There were some responses to his words from the crowd, but he didn't hear them.

No rules. No turns. No nothing—

Beginning to cast, Naul felt a surge of fresh pain tingling outward from his crimped nerves and aching ligaments, all the way down to his fingertips in warning, but ignored it, talking louder, attempting to usurp his position in the order of things as master. Monite dripped from his lips, acidic but afraid, and he channeled his anger not into conquest, not into any glorification, not with any hope of proving his prowess, but simply into crushing the older student who'd hurt him in his insolence.

He sought prevent more of that dangerously painful casting from Niccolette all together, and to clocking show the mona he was in charge! His Living spellwork was impatient as he sought tto cover her in lashes, wanting them to cut deep, maybe to ooze and bleed, fiery-toned Monite quickly sneaking in a ley bridge at the end to shift the forces of gravity and push her over as hard as possible, stealing her breath and shoving her to the scorched grass of the Lawn, right onto her soaked backside. The first half of his spell was somewhat complicated, specifying the how he wanted his lashes to just appear on her face, in her mouth, up her nose—wanting to make it hard to cast and breath.

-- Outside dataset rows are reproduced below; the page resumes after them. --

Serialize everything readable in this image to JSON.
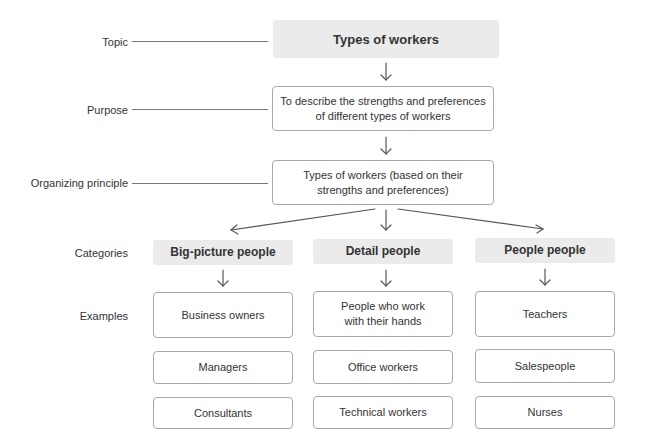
{
  "row_labels": {
    "topic": "Topic",
    "purpose": "Purpose",
    "organizing_principle": "Organizing principle",
    "categories": "Categories",
    "examples": "Examples"
  },
  "topic": "Types of workers",
  "purpose": {
    "line1": "To describe the strengths and preferences",
    "line2": "of different types of workers"
  },
  "organizing_principle": {
    "line1": "Types of workers (based on their",
    "line2": "strengths and preferences)"
  },
  "columns": [
    {
      "category": "Big-picture people",
      "examples": [
        {
          "line1": "Business owners",
          "line2": ""
        },
        {
          "line1": "Managers",
          "line2": ""
        },
        {
          "line1": "Consultants",
          "line2": ""
        }
      ]
    },
    {
      "category": "Detail people",
      "examples": [
        {
          "line1": "People who work",
          "line2": "with their hands"
        },
        {
          "line1": "Office workers",
          "line2": ""
        },
        {
          "line1": "Technical workers",
          "line2": ""
        }
      ]
    },
    {
      "category": "People people",
      "examples": [
        {
          "line1": "Teachers",
          "line2": ""
        },
        {
          "line1": "Salespeople",
          "line2": ""
        },
        {
          "line1": "Nurses",
          "line2": ""
        }
      ]
    }
  ],
  "colors": {
    "filled_box": "#ebebeb",
    "outline_border": "#a8a8a8",
    "text": "#333333",
    "arrow": "#555555"
  }
}
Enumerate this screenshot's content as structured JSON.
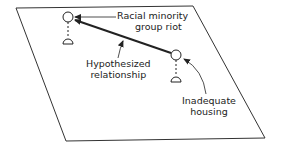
{
  "diagram": {
    "nodes": [
      {
        "id": "riot",
        "label_line1": "Racial minority",
        "label_line2": "group riot"
      },
      {
        "id": "housing",
        "label_line1": "Inadequate",
        "label_line2": "housing"
      }
    ],
    "edge": {
      "from": "housing",
      "to": "riot",
      "label_line1": "Hypothesized",
      "label_line2": "relationship"
    },
    "colors": {
      "line": "#222222",
      "background": "#ffffff"
    }
  }
}
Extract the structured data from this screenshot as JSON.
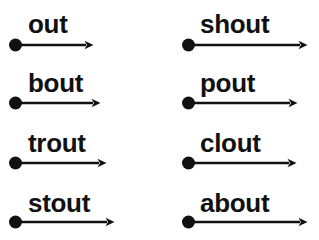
{
  "page": {
    "background_color": "#ffffff",
    "ink_color": "#111111",
    "width": 319,
    "height": 240,
    "columns": 2,
    "rows": 4
  },
  "items": [
    {
      "word": "out",
      "column": 1,
      "row": 1,
      "word_x": 28,
      "word_baseline_y": 32,
      "dot_x": 15,
      "dot_y": 45,
      "dot_r": 6.5,
      "arrow_tip_x": 93
    },
    {
      "word": "bout",
      "column": 1,
      "row": 2,
      "word_x": 28,
      "word_baseline_y": 91,
      "dot_x": 15,
      "dot_y": 103,
      "dot_r": 6.5,
      "arrow_tip_x": 100
    },
    {
      "word": "trout",
      "column": 1,
      "row": 3,
      "word_x": 28,
      "word_baseline_y": 151,
      "dot_x": 15,
      "dot_y": 163,
      "dot_r": 6.5,
      "arrow_tip_x": 106
    },
    {
      "word": "stout",
      "column": 1,
      "row": 4,
      "word_x": 28,
      "word_baseline_y": 211,
      "dot_x": 15,
      "dot_y": 222,
      "dot_r": 6.5,
      "arrow_tip_x": 114
    },
    {
      "word": "shout",
      "column": 2,
      "row": 1,
      "word_x": 200,
      "word_baseline_y": 32,
      "dot_x": 188,
      "dot_y": 45,
      "dot_r": 6.5,
      "arrow_tip_x": 307
    },
    {
      "word": "pout",
      "column": 2,
      "row": 2,
      "word_x": 200,
      "word_baseline_y": 91,
      "dot_x": 188,
      "dot_y": 103,
      "dot_r": 6.5,
      "arrow_tip_x": 297
    },
    {
      "word": "clout",
      "column": 2,
      "row": 3,
      "word_x": 200,
      "word_baseline_y": 151,
      "dot_x": 188,
      "dot_y": 163,
      "dot_r": 6.5,
      "arrow_tip_x": 296
    },
    {
      "word": "about",
      "column": 2,
      "row": 4,
      "word_x": 200,
      "word_baseline_y": 211,
      "dot_x": 188,
      "dot_y": 222,
      "dot_r": 6.5,
      "arrow_tip_x": 307
    }
  ]
}
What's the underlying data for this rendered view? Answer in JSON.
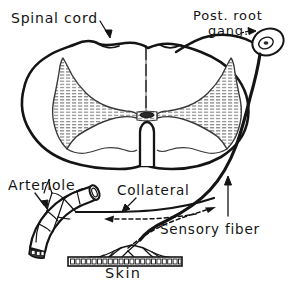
{
  "figure": {
    "ink_color": "#141414",
    "grey_matter_fill": "#9a9a9a",
    "background": "#ffffff",
    "labels": {
      "spinal_cord": "Spinal cord",
      "post_root_gang_line1": "Post. root",
      "post_root_gang_line2": "gang.",
      "arteriole": "Arteriole",
      "collateral": "Collateral",
      "sensory_fiber": "Sensory fiber",
      "skin": "Skin"
    },
    "structures": [
      "spinal-cord-outline",
      "grey-matter-butterfly",
      "central-canal",
      "ventral-median-fissure",
      "posterior-root-ganglion",
      "sensory-fiber",
      "collateral-branch",
      "arteriole",
      "arteriole-nerve-plexus",
      "skin-epithelium",
      "skin-nerve-endings"
    ],
    "leader_arrows": [
      {
        "name": "spinal-cord-arrow",
        "points_to": "top-median-notch"
      },
      {
        "name": "post-root-gang-arrow",
        "points_to": "ganglion-oval"
      },
      {
        "name": "arteriole-arrow",
        "points_to": "arteriole-tube"
      },
      {
        "name": "collateral-arrow",
        "points_to": "collateral-branch"
      },
      {
        "name": "sensory-fiber-arrow",
        "points_to": "sensory-fiber-trunk"
      }
    ],
    "flow_arrowheads": [
      {
        "name": "collateral-flow-arrowhead",
        "direction": "left"
      },
      {
        "name": "sensory-flow-arrowhead",
        "direction": "right"
      }
    ],
    "skin_cell_count": 21
  }
}
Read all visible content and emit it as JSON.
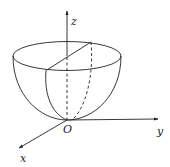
{
  "figure": {
    "labels": {
      "z_axis": "z",
      "y_axis": "y",
      "x_axis": "x",
      "origin": "O"
    },
    "colors": {
      "stroke": "#222222",
      "background": "#ffffff"
    }
  }
}
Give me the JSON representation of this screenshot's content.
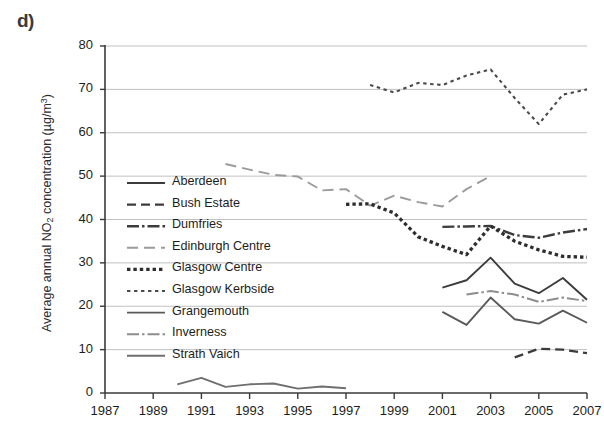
{
  "panel": {
    "label": "d)"
  },
  "axes": {
    "y_title_pre": "Average annual NO",
    "y_title_sub": "2",
    "y_title_post": " concentration (µg/m",
    "y_title_sup": "3",
    "y_title_end": ")",
    "y_ticks": [
      "0",
      "10",
      "20",
      "30",
      "40",
      "50",
      "60",
      "70",
      "80"
    ],
    "x_ticks": [
      "1987",
      "1989",
      "1991",
      "1993",
      "1995",
      "1997",
      "1999",
      "2001",
      "2003",
      "2005",
      "2007"
    ]
  },
  "legend": {
    "items": [
      {
        "label": "Aberdeen",
        "style": "solid-dark"
      },
      {
        "label": "Bush Estate",
        "style": "dashed-dark"
      },
      {
        "label": "Dumfries",
        "style": "dashdot-dark"
      },
      {
        "label": "Edinburgh Centre",
        "style": "dashed-light"
      },
      {
        "label": "Glasgow Centre",
        "style": "dotted-thick-dark"
      },
      {
        "label": "Glasgow Kerbside",
        "style": "dotted-dark"
      },
      {
        "label": "Grangemouth",
        "style": "solid-dark2"
      },
      {
        "label": "Inverness",
        "style": "dashdot-light"
      },
      {
        "label": "Strath Vaich",
        "style": "solid-grey"
      }
    ]
  },
  "colors": {
    "dark": "#3c3c3c",
    "mid": "#5a5a5a",
    "light": "#9b9b9b",
    "grid": "#b9b9b9",
    "axis": "#3a3a3a"
  },
  "chart_data": {
    "type": "line",
    "title": "",
    "xlabel": "",
    "ylabel": "Average annual NO2 concentration (µg/m3)",
    "xlim": [
      1987,
      2007
    ],
    "ylim": [
      0,
      80
    ],
    "ytick_step": 10,
    "xtick_step": 2,
    "grid": "horizontal",
    "legend_position": "inside-left",
    "series": [
      {
        "name": "Aberdeen",
        "style": "solid-dark",
        "x": [
          2001,
          2002,
          2003,
          2004,
          2005,
          2006,
          2007
        ],
        "values": [
          24.3,
          26.0,
          31.2,
          25.2,
          23.0,
          26.5,
          21.5
        ]
      },
      {
        "name": "Bush Estate",
        "style": "dashed-dark",
        "x": [
          2004,
          2005,
          2006,
          2007
        ],
        "values": [
          8.2,
          10.2,
          10.0,
          9.2
        ]
      },
      {
        "name": "Dumfries",
        "style": "dashdot-dark",
        "x": [
          2001,
          2002,
          2003,
          2004,
          2005,
          2006,
          2007
        ],
        "values": [
          38.3,
          38.4,
          38.5,
          36.4,
          35.8,
          37.0,
          37.8
        ]
      },
      {
        "name": "Edinburgh Centre",
        "style": "dashed-light",
        "x": [
          1992,
          1993,
          1994,
          1995,
          1996,
          1997,
          1998,
          1999,
          2000,
          2001,
          2002,
          2003
        ],
        "values": [
          52.8,
          51.5,
          50.3,
          49.9,
          46.7,
          47.0,
          43.2,
          45.5,
          44.0,
          43.0,
          47.0,
          50.0
        ]
      },
      {
        "name": "Glasgow Centre",
        "style": "dotted-thick-dark",
        "x": [
          1997,
          1998,
          1999,
          2000,
          2001,
          2002,
          2003,
          2004,
          2005,
          2006,
          2007
        ],
        "values": [
          43.5,
          43.6,
          41.5,
          36.0,
          33.8,
          31.9,
          38.5,
          35.0,
          33.0,
          31.5,
          31.3
        ]
      },
      {
        "name": "Glasgow Kerbside",
        "style": "dotted-dark",
        "x": [
          1998,
          1999,
          2000,
          2001,
          2002,
          2003,
          2004,
          2005,
          2006,
          2007
        ],
        "values": [
          71.0,
          69.3,
          71.5,
          71.0,
          73.2,
          74.6,
          68.0,
          62.0,
          68.8,
          70.0
        ]
      },
      {
        "name": "Grangemouth",
        "style": "solid-dark2",
        "x": [
          2001,
          2002,
          2003,
          2004,
          2005,
          2006,
          2007
        ],
        "values": [
          18.7,
          15.7,
          22.0,
          17.0,
          16.0,
          19.0,
          16.2
        ]
      },
      {
        "name": "Inverness",
        "style": "dashdot-light",
        "x": [
          2002,
          2003,
          2004,
          2005,
          2006,
          2007
        ],
        "values": [
          22.7,
          23.5,
          22.7,
          21.0,
          22.0,
          21.2
        ]
      },
      {
        "name": "Strath Vaich",
        "style": "solid-grey",
        "x": [
          1990,
          1991,
          1992,
          1993,
          1994,
          1995,
          1996,
          1997
        ],
        "values": [
          2.0,
          3.5,
          1.4,
          2.0,
          2.2,
          1.0,
          1.5,
          1.1
        ]
      }
    ]
  }
}
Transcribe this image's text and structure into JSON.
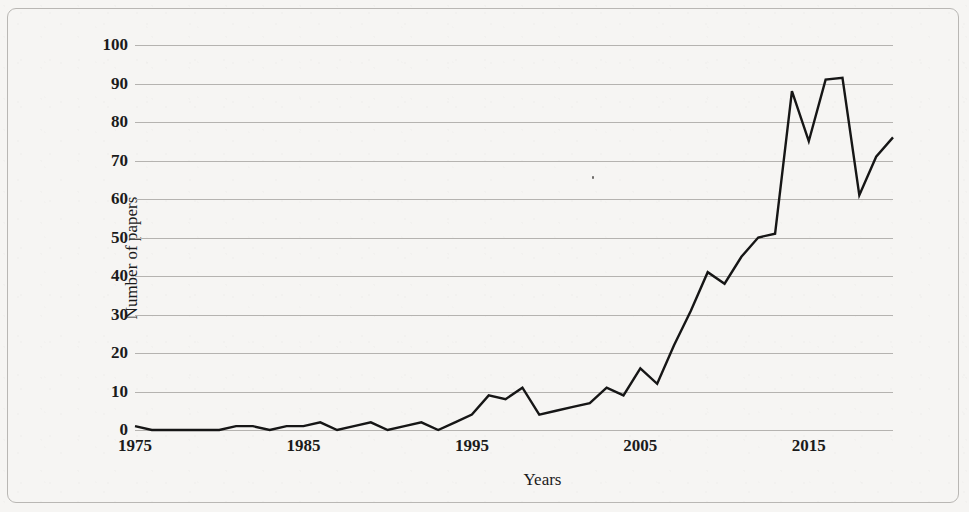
{
  "figure": {
    "background_color": "#f6f5f3",
    "frame_color": "#b9b7b4",
    "line_color": "#161616",
    "grid_color": "#b5b3b0",
    "text_color": "#1b1b1b"
  },
  "axes": {
    "y_title": "Number of papers",
    "x_title": "Years"
  },
  "chart_data": {
    "type": "line",
    "title": "",
    "subtitle": "",
    "xlabel": "Years",
    "ylabel": "Number of papers",
    "xlim": [
      1975,
      2020
    ],
    "ylim": [
      0,
      100
    ],
    "grid": true,
    "grid_axis": "y",
    "legend": false,
    "legend_position": "none",
    "y_ticks": [
      0,
      10,
      20,
      30,
      40,
      50,
      60,
      70,
      80,
      90,
      100
    ],
    "y_tick_labels": [
      "0",
      "10",
      "20",
      "30",
      "40",
      "50",
      "60",
      "70",
      "80",
      "90",
      "100"
    ],
    "x_ticks": [
      1975,
      1985,
      1995,
      2005,
      2015
    ],
    "x_tick_labels": [
      "1975",
      "1985",
      "1995",
      "2005",
      "2015"
    ],
    "x": [
      1975,
      1976,
      1977,
      1978,
      1979,
      1980,
      1981,
      1982,
      1983,
      1984,
      1985,
      1986,
      1987,
      1988,
      1989,
      1990,
      1991,
      1992,
      1993,
      1994,
      1995,
      1996,
      1997,
      1998,
      1999,
      2000,
      2001,
      2002,
      2003,
      2004,
      2005,
      2006,
      2007,
      2008,
      2009,
      2010,
      2011,
      2012,
      2013,
      2014,
      2015,
      2016,
      2017,
      2018,
      2019,
      2020
    ],
    "values": [
      1,
      0,
      0,
      0,
      0,
      0,
      1,
      1,
      0,
      1,
      1,
      2,
      0,
      1,
      2,
      0,
      1,
      2,
      0,
      2,
      4,
      9,
      8,
      11,
      4,
      5,
      6,
      7,
      11,
      9,
      16,
      12,
      22,
      31,
      41,
      38,
      45,
      50,
      51,
      88,
      75,
      91,
      91.5,
      61,
      71,
      76
    ],
    "series": [
      {
        "name": "Number of papers",
        "color": "#161616",
        "values": [
          1,
          0,
          0,
          0,
          0,
          0,
          1,
          1,
          0,
          1,
          1,
          2,
          0,
          1,
          2,
          0,
          1,
          2,
          0,
          2,
          4,
          9,
          8,
          11,
          4,
          5,
          6,
          7,
          11,
          9,
          16,
          12,
          22,
          31,
          41,
          38,
          45,
          50,
          51,
          88,
          75,
          91,
          91.5,
          61,
          71,
          76
        ]
      }
    ],
    "annotations": []
  }
}
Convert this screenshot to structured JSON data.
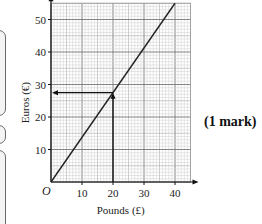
{
  "chart_data": {
    "type": "line",
    "title": "",
    "xlabel": "Pounds (£)",
    "ylabel": "Euros (€)",
    "xlim": [
      0,
      45
    ],
    "ylim": [
      0,
      55
    ],
    "x_ticks": [
      10,
      20,
      30,
      40
    ],
    "y_ticks": [
      10,
      20,
      30,
      40,
      50
    ],
    "origin_label": "O",
    "grid": true,
    "series": [
      {
        "name": "conversion",
        "x": [
          0,
          40
        ],
        "y": [
          0,
          55
        ]
      }
    ],
    "annotations": [
      {
        "type": "arrow-vertical",
        "x": 20,
        "from_y": 0,
        "to_y": 27.5
      },
      {
        "type": "arrow-horizontal",
        "y": 27.5,
        "from_x": 20,
        "to_x": 0
      }
    ]
  },
  "side_boxes": 3,
  "mark_label": "(1 mark)"
}
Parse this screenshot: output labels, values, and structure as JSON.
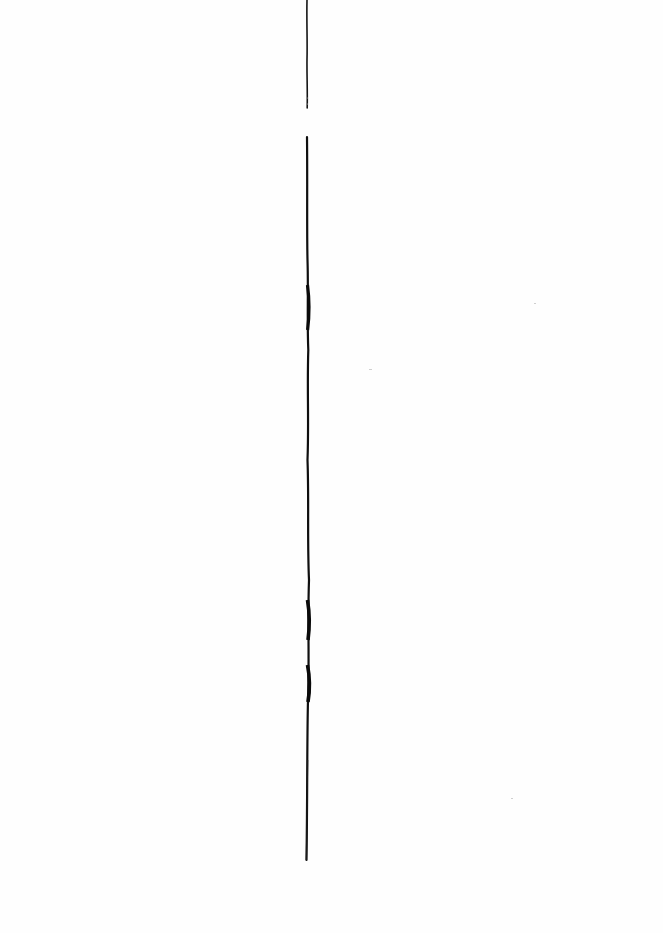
{
  "page": {
    "background": "#fefefe"
  },
  "line": {
    "color": "#111111",
    "segments": [
      {
        "y_start": 0,
        "y_end": 108
      },
      {
        "y_start": 137,
        "y_end": 860
      }
    ],
    "x": 307
  }
}
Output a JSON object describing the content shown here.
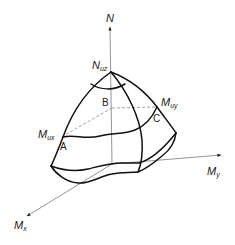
{
  "diagram": {
    "axes": {
      "n": {
        "main": "N",
        "sub": ""
      },
      "my": {
        "main": "M",
        "sub": "y"
      },
      "mx": {
        "main": "M",
        "sub": "x"
      }
    },
    "labels": {
      "nuz": {
        "main": "N",
        "sub": "uz"
      },
      "mux": {
        "main": "M",
        "sub": "ux"
      },
      "muy": {
        "main": "M",
        "sub": "uy"
      }
    },
    "points": {
      "a": "A",
      "b": "B",
      "c": "C"
    },
    "colors": {
      "curve": "#111111",
      "axis": "#7a7a7a",
      "dashed": "#8a8a8a",
      "text": "#222222"
    }
  }
}
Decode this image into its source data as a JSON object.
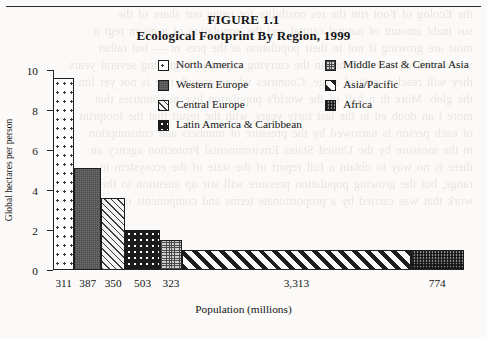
{
  "figure": {
    "title_line1": "FIGURE 1.1",
    "title_line2": "Ecological Footprint By Region, 1999"
  },
  "legend": {
    "left_column": [
      {
        "label": "North America",
        "pattern": "pat-dots-sparse"
      },
      {
        "label": "Western Europe",
        "pattern": "pat-solid-gray"
      },
      {
        "label": "Central Europe",
        "pattern": "pat-hatch-fine"
      },
      {
        "label": "Latin America & Caribbean",
        "pattern": "pat-dots-bold"
      }
    ],
    "right_column": [
      {
        "label": "Middle East & Central Asia",
        "pattern": "pat-grid-fine"
      },
      {
        "label": "Asia/Pacific",
        "pattern": "pat-stripes-bold"
      },
      {
        "label": "Africa",
        "pattern": "pat-checker"
      }
    ]
  },
  "chart_data": {
    "type": "bar",
    "title": "Ecological Footprint By Region, 1999",
    "subtitle": "FIGURE 1.1",
    "xlabel": "Population (millions)",
    "ylabel": "Global hectares per person",
    "ylim": [
      0,
      10
    ],
    "yticks": [
      "0",
      "2",
      "4",
      "6",
      "8",
      "10"
    ],
    "grid": false,
    "legend_position": "top-right",
    "note": "Bar width is proportional to population; bar height is global hectares per person.",
    "categories": [
      "North America",
      "Western Europe",
      "Central Europe",
      "Latin America & Caribbean",
      "Middle East & Central Asia",
      "Asia/Pacific",
      "Africa"
    ],
    "values": [
      9.6,
      5.1,
      3.6,
      2.0,
      1.5,
      1.0,
      1.0
    ],
    "widths_population_millions": [
      311,
      387,
      350,
      503,
      323,
      3313,
      774
    ],
    "population_labels": [
      "311",
      "387",
      "350",
      "503",
      "323",
      "3,313",
      "774"
    ],
    "patterns": [
      "pat-dots-sparse",
      "pat-solid-gray",
      "pat-hatch-fine",
      "pat-dots-bold",
      "pat-grid-fine",
      "pat-stripes-bold",
      "pat-checker"
    ]
  },
  "bleed_text": [
    "the Ecolog of Foot rint the res onsibility for using our share of the",
    "sus inabl amount of natural capital and the population of a given regi n",
    "most are growing if not in their population at the pres nt — but rather",
    "year at wh ch rate it is not in the carrying capacity. Beginning several years",
    "they will reach a critical stage. Countries whose growth rate is not yet lim",
    "the glob. More th n half of the world's population live in countries that",
    "more t an doub ed in the last forty years, with the result that the footprint",
    "of each person is narrowed by the pressure of numbers and consumption",
    "in the measure by the United States Environmental Protection agency an",
    "there is no way to obtain a full report of the state of the ecosystem in",
    "range, but the growing population pressure will stir up attention to the EPA",
    "work that was carried by a proportionate terms and components of"
  ]
}
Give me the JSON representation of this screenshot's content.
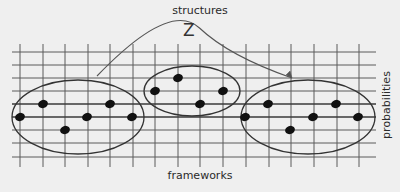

The shove was just to hurt, that tacked-on push spell signed with his hand while he barked out the Monite, stepping closer as if he had every intention of physically shoving her himself.

He didn't reach for her, left arm dangling, shoulder aching, but he growled the last syllables of Push—already a simple, short spell—and as he did so, his stomach lurched with the sheer strength of it, ears ringing loudly above the rush of his pulse and dancing lights at the edges of his vision—more warnings as he displeased the mona with his senseless violence. He wasn't thinking about them at all—only thinking about proving himself better, hoping to stand over Niccolette once she was on the ground, wanting to watch her gasp for breath like she'd watched him scream in pain.

"Clocking Bastians—polluting Brunnhold with their unwanted children."

RollsShow

AvraeBOTToday at 7:23 PM
Muse
Rolling 2 iterations...
1d6 (6) = 6
1d6 (6) = 6

Chance of backlash next turn:AvraeBOTToday at 11:30 PM
Muse :game_die:
Result: 1d2 (1)
Total: 1[

Totally on the edge of it happening next turn. Do something mean with more Living magic. Yeah!